In February, 1910, he withdrew to a secret retirement at Chandernagore and in the beginning of April sailed for Pondicherry in French lndia. A third prosecution was launched against him at this moment for a signed article in the Karmayogin; in his absence it was pressed against the printer of the paper who was convicted, but the conviction was quashed on appeal in the High Court of Calcutta. For the third time a prosecution against him had failed. Sri Aurobindo had left Bengal with some intention of returning to the political field under more favourable circumstances; but very soon the magnitude of the spiritual work he had taken up appeared to him and he saw that it would need the exclusive concentration of all his energies. Eventually he cut off connection with politics, refused repeatedly to accept the Presidentship of the National Congress and went into a complete retirement. During all his stay at Pondicherry from 1910 onward he remained more and more exclusively devoted to his spiritual work and his sadhana.

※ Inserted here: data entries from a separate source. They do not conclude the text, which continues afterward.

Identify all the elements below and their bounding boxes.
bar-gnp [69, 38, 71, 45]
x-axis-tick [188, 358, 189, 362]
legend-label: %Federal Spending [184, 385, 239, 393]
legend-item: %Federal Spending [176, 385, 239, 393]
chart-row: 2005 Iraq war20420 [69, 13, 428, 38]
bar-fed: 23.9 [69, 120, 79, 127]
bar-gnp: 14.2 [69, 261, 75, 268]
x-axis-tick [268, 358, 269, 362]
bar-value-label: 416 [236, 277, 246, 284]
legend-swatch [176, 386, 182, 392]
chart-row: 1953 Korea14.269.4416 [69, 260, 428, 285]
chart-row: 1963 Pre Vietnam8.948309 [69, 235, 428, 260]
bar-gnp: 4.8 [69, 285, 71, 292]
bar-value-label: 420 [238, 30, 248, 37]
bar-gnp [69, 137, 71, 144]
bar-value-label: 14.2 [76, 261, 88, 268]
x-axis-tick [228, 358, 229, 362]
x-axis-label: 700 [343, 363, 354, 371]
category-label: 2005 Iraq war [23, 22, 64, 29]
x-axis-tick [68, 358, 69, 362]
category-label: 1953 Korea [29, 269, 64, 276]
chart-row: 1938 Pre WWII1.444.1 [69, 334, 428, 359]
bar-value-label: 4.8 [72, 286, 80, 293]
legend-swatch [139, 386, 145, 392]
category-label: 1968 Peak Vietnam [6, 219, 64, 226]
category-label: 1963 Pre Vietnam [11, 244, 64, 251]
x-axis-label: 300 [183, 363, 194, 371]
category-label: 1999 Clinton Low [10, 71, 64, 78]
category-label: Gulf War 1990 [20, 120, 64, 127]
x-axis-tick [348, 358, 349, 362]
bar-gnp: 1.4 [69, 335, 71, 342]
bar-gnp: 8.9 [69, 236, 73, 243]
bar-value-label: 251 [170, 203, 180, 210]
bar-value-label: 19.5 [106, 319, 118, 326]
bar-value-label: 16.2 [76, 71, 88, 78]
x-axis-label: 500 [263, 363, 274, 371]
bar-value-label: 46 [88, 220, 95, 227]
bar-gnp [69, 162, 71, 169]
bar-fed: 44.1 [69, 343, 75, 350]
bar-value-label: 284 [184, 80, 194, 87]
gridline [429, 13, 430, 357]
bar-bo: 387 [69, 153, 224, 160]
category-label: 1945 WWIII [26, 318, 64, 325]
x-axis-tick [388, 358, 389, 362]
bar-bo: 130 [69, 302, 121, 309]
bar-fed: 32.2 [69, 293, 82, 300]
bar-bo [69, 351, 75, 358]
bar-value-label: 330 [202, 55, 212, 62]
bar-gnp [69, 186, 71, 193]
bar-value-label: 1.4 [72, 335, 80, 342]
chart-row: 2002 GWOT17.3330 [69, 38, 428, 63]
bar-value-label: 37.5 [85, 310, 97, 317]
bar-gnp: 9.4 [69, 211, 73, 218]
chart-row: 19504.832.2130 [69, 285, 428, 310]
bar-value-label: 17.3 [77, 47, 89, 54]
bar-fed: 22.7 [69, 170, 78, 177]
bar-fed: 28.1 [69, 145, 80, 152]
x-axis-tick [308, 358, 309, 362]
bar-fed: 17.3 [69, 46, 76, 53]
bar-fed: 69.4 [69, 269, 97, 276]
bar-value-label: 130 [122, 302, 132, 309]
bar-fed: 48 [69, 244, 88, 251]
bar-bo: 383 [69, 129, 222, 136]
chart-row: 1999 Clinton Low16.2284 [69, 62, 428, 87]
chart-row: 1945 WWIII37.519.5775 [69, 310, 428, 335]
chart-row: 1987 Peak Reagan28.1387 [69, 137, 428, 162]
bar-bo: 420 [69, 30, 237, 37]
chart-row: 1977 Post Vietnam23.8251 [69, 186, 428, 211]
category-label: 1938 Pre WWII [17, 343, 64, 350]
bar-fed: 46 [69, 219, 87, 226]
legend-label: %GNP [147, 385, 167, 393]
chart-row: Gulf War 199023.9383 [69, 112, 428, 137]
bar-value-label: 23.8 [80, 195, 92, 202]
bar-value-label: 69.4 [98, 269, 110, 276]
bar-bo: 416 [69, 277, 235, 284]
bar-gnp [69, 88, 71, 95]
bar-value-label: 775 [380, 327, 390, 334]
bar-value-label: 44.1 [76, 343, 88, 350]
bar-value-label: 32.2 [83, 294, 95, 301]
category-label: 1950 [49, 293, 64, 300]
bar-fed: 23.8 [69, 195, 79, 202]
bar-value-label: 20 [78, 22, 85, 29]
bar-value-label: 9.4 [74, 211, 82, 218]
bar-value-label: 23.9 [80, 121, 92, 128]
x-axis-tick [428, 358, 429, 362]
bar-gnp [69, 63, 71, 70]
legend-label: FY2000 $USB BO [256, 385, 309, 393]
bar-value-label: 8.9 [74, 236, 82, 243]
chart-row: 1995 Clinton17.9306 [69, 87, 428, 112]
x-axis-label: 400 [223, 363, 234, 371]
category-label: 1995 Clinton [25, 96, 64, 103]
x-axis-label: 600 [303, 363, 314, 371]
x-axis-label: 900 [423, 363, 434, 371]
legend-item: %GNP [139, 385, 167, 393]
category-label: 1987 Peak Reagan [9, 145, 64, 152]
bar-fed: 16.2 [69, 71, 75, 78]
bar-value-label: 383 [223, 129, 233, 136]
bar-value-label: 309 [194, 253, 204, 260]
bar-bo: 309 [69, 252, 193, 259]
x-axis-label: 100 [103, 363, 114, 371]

In 1914 after four years of silent Yoga he began the publication of a philosophical monthly, the Arya. Most of his more important works, The Life Divine, The Synthesis of Yoga, Essays on the Gita, The Isha Upanishad, appeared serially in the Arya. These works embodied much of the inner knowledge that had come to him in his practice of Yoga. Others were concerned with the spirit and significance of Indian civilisation and culture (The Foundations of Indian Culture), the true meaning of the Vedas (The Secret of the Veda), the progress of human society (The Human Cycle), the nature and evolution of poetry (The Future Poetry), the possibility of the unification of the human race (The Ideal of Human Unity). At this time also he began to publish his poems, both those written in England and at Baroda and those, fewer in number, added during his period of political activity and in the first years of his residence at Pondicherry. The Arya ceased publication in 1921 after six years and a half of uninterrupted appearance. Sri Aurobindo lived at first in retirement at Pondicherry with four or five disciples. Afterwards more and yet more began to come to him to follow his spiritual path and the number became so large that a community of sadhaks had to be formed for the maintenance and collective guidance of those who had left everything behind for the sake of a higher life. This was the foundation of the Sri Aurobindo Ashram which has less been created than grown around him as its centre.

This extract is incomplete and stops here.